It has been the sort of Monday where I have had so much flapping about to do that I have barely finished anything, and not started quite a few things into the bargain.

As I write the sheets are still dangling about over the top of the stove, because I brought them in from the line too late for them to dry off properly, and now I am going to have to make my bed when I have finished work.

It has just been a long day of faffing around. It had something of a regrettable hiccup in its very earliest stages when I backed my taxi  into the dustbin this morning and broke the back light lens. The sun was shining on the mirror and when the dustbin leaped out into the alley behind me I completely failed to see it, greatly to the amusement of the builders who are putting a new chimney on the house at the end.

Fortunately some new red stick-on vinyl for rear lights arrived in the post this very afternoon, and Lucy’s boyfriend Jack very kindly stuck it on for me. He also showed me which was the switch for the reversing light that needed to be taken off and cleaned or replaced. He would have done it for me but took one look through the door into Mark’s shed and you will not be surprised to learn that he decided that there was no way he was going to try and find anything in there, and he said that he would rather bring his own tools and do it when he comes back here in a few days.

He is making an unexpected journey home. He was supposed to be staying here for the week, and has driven all the way up from Manchester, but the place where he is working decided this afternoon that they don’t now need him until Thursday, so he is going to have to go back again tonight.

He is irritated but resigned, because of having quite a lot which must be done in Manchester. He has a car to sell and a flat to vacate, and so, wearily, he has packed up to re-arrive later on this week.

In between bashing my taxi about and making grateful noises to Jack I have done lots of small, annoying little tasks, because they have been irking me for a few days. I have sent some documents to the insurance company, who explained that they can’t read documents sent in emails, so I sent them again. The third time I sent them I attached a picture of the documents as part of the emails, so that all they needed to do was to scroll down and look at them, but they wrote back and said they can’t see those either.

I am not quite sure what I am going to do about this. I do not want to have to download their tiresome App to do it. My telephone is already full of enough pointless junk, and I do not trust them not to secretly monitor my taxi driving when I am not looking. You never know, because the august Daily Telegraph has warned me that we are in a new era of Government surveillance, they will be eavesdropping on my telephone calls and everything if I am not careful.

I have sent Mark’s weekly invoice to his current employers, and then sent it again when it turned out that they felt they had a moral obligation to pay him for the online training courses that he was compelled to complete before he left.

I did these with him because he is not very adept at computering. He is far too dyslexic to be able to sail through the complexities of Company Policy and Health And Safety Regulation without a translator. I now know all about Safe Lifting At Work and Not Dropping Things On People’s Heads, I expect I could work on an oil rig as well if I concentrated hard.

I did, however, confirm our bookings for the lovely Midland Hotel at Christmas. That was a bright spot in my day, and I was encouraged to remember that I am not always going to be dashing about dusting and arguing with insurance companies and picking up dog accidents. There will be three brightly glorious days in my future where I stroll into the glorious Midland, dump my bags on the concierge with an airy wave, and collapse into the bar to order cocktails. I will dress in my finest dungarees without the bleach splashes, and my most comfortable smart suede shoes, and I will have a holiday from all of the difficult and exhausting things in my life, like not eating chocolate, and stumping up over the fells, and having cold showers. All of those things will be in abeyance for three wonderful days.

I will miss them by the time I get home, of course.

It is almost midnight.

It has been a very rubbish night of taxi driving. There are no customers tonight.

I think I had better go home and make my bed.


_What is required_
Retype exactly what appears below from the line containing "Mark the region of desk." down to the line containing "Examine image for drink.", keeping both end lines. Do not include pictures.

_Data shown_
--*--

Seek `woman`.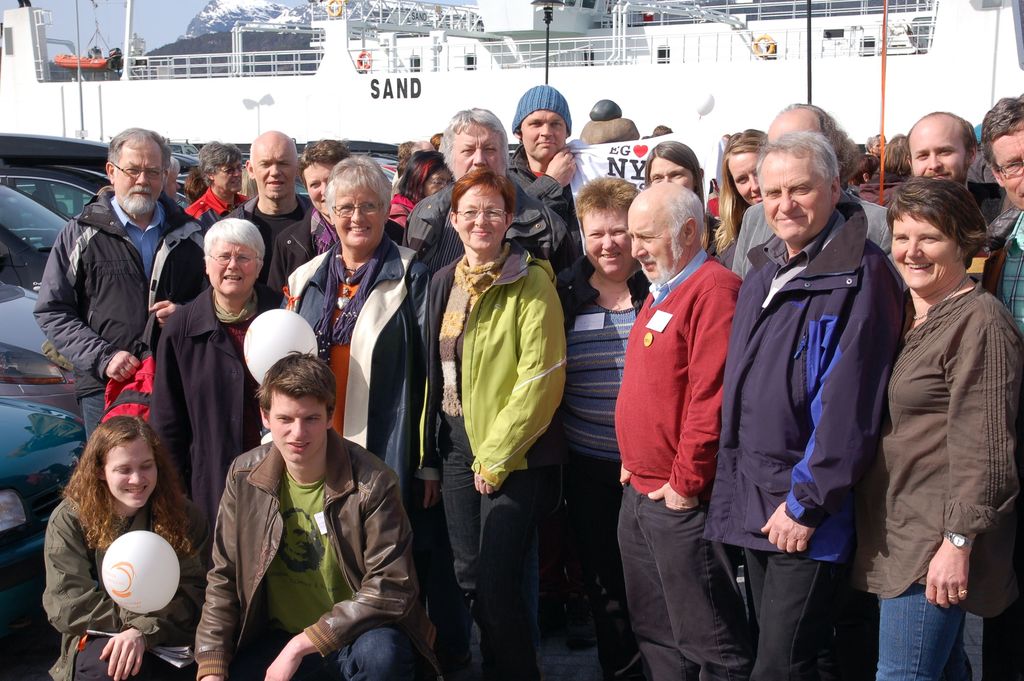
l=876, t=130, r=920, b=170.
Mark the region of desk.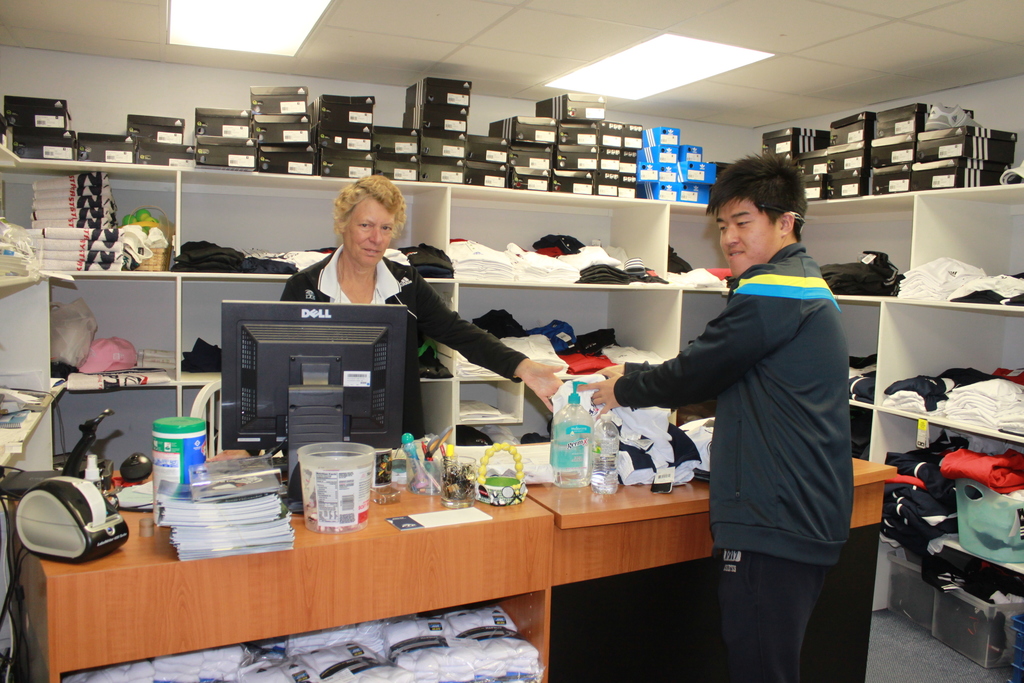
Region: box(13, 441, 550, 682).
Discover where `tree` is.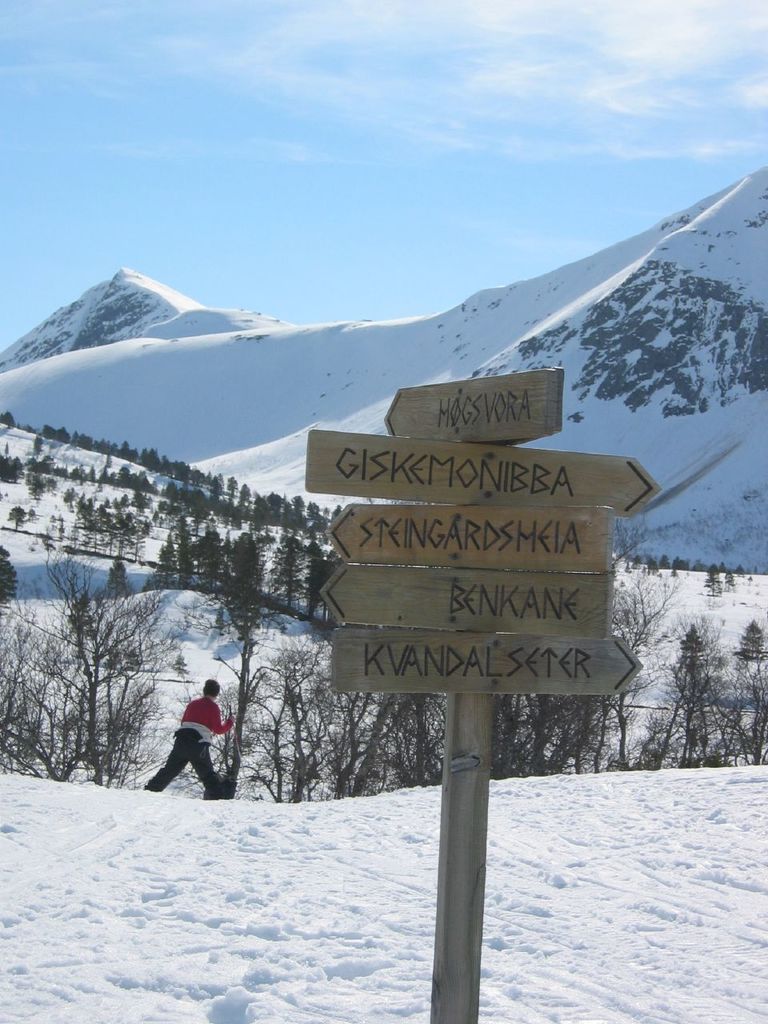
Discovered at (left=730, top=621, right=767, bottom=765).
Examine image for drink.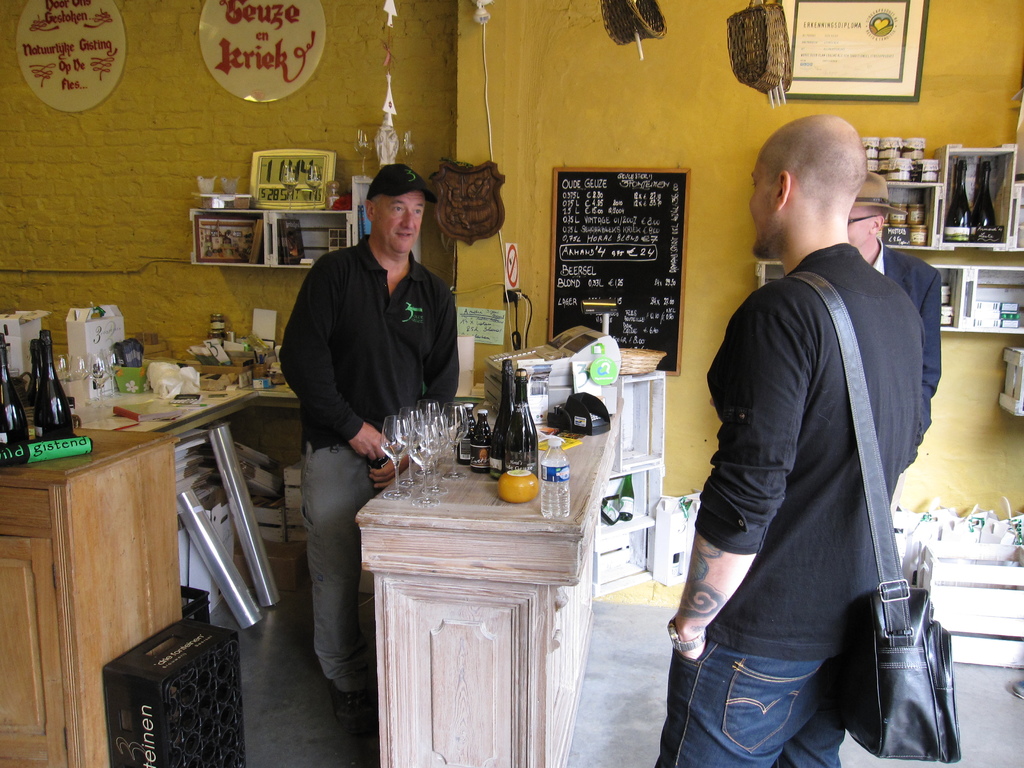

--*--

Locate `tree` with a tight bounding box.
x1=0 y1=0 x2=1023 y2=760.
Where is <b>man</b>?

--*--

_Written solution_
Mark the region of desk.
Region: box(13, 441, 550, 682).
Discover where `tree` is.
Discovered at (left=730, top=621, right=767, bottom=765).
Examine image for drink.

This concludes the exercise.